Failing to pay prevailing wages on a public works project can have consequences beyond labor code penalties and claims for unpaid wages. Contractors who “unlawfully deflate their labor costs” by intentionally violating prevailing wage laws in order to win contracts are also subject to tort claims by the second lowest bidder for interference with prospective economic advantage. Traditionally, the disappointed second bidder’s only recourse has been to challenge the bid process or the bid itself for irregularities via a bid protest. But under the tort theory of interference, the runner-up can seek tort damages from the winning bidder if it can establish that the winning bid was the result of the contractor’s manipulation of the bidding process.
The recent case of Roy Allan Slurry Seal, et al. v American Asphalt South, Inc. (2/20/2015) 2015 Cal App Lexis 164, illustrates this point. In Roy Allan, two slurry seal contractors brought five separate actions against a third contractor after finishing second on 23 public works road sealing projects involving almost $15 million in contract work in five counties in Southern California. Plaintiffs filed complaints in each county, alleging that they would have been awarded the contract as the lowest bidder in each instance had the defendant’s bids included labor costs based on paying the prevailing wage. They asserted a tort cause of action for intentional interference with prospective economic advantage, as well as claims for defendant’s alleged violations of California’s Unfair Practices Act (“”UPA”) and Unfair Competition Law (“UCL”).
Defendant challenged the each of the complaints, and after some initially conflicting trial court rulings in three different counties, all five actions were consolidated for trial and appellate purposes. In this consolidated appeal, the Court assumed that the plaintiffs’ allegations were true, and then analyzed whether they would support the asserted causes of action.
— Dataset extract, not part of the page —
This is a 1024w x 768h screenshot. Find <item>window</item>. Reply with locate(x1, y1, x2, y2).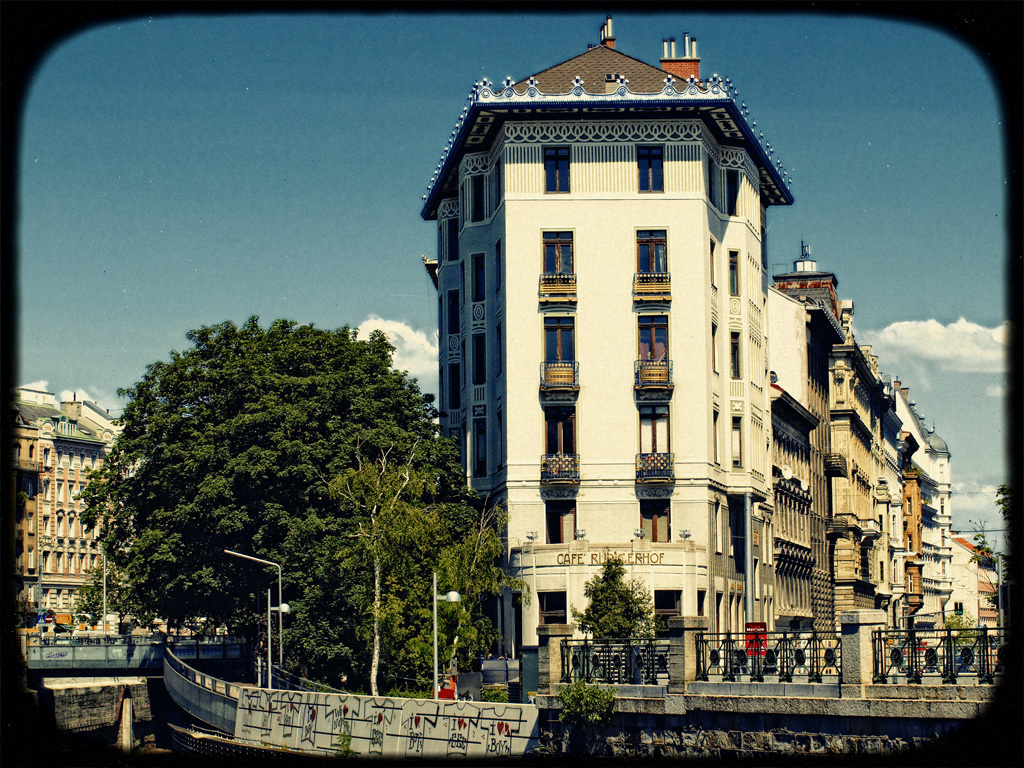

After an extensive review of precedent from California and other states, a majority of the three-justice appellate panel concluded that:
Plaintiffs do not seek to enforce the prevailing wage laws; they seek to enforce their right to compete for public works contracts free of unlawful manipulation by their competitors. The duty [defendant] allegedly breached was the duty to not interfere with plaintiffs’ prospective economic advantage by violating the prevailing wage laws in order to make it appear as if [defendant] were the lowest bidder. Finally, if, as alleged, plaintiffs submitted the true lowest bids and [defendant] was able to misrepresent itself as the lowest bidder by violating the prevailing wage laws, then that misconduct was the proximate cause of the public works contracts being awarded to [defendant] instead of plaintiffs. [Citation omitted.]
Roy Allan, supra, at p. 11/19.
Thus, plaintiffs’ tort claim was allowed to proceed, over a vigorous dissent, while all three justices agreed that the UPA and UCL claims should be summarily dismissed.
One subtle but important takeaway from the case is that, for disappointed bidders to win a case like this one, they must eventually prove the defendant’s intent not to pay prevailing wages at the time of submitting its bid. Because of Roy Allan’s procedural context, the appellate court assumed the necessary factual predicate of an unlawful intent “in order to obtain contracts under false pretenses” at the time of bid, so the opinion doesn’t reach the issue of what proof will be needed to sustain such a claim. However, absent compelling facts like those alleged in Roy Allan (i.e., where the defendant apparently had a long history of skirting prevailing wage laws), proving the defendant’s intent might be difficult.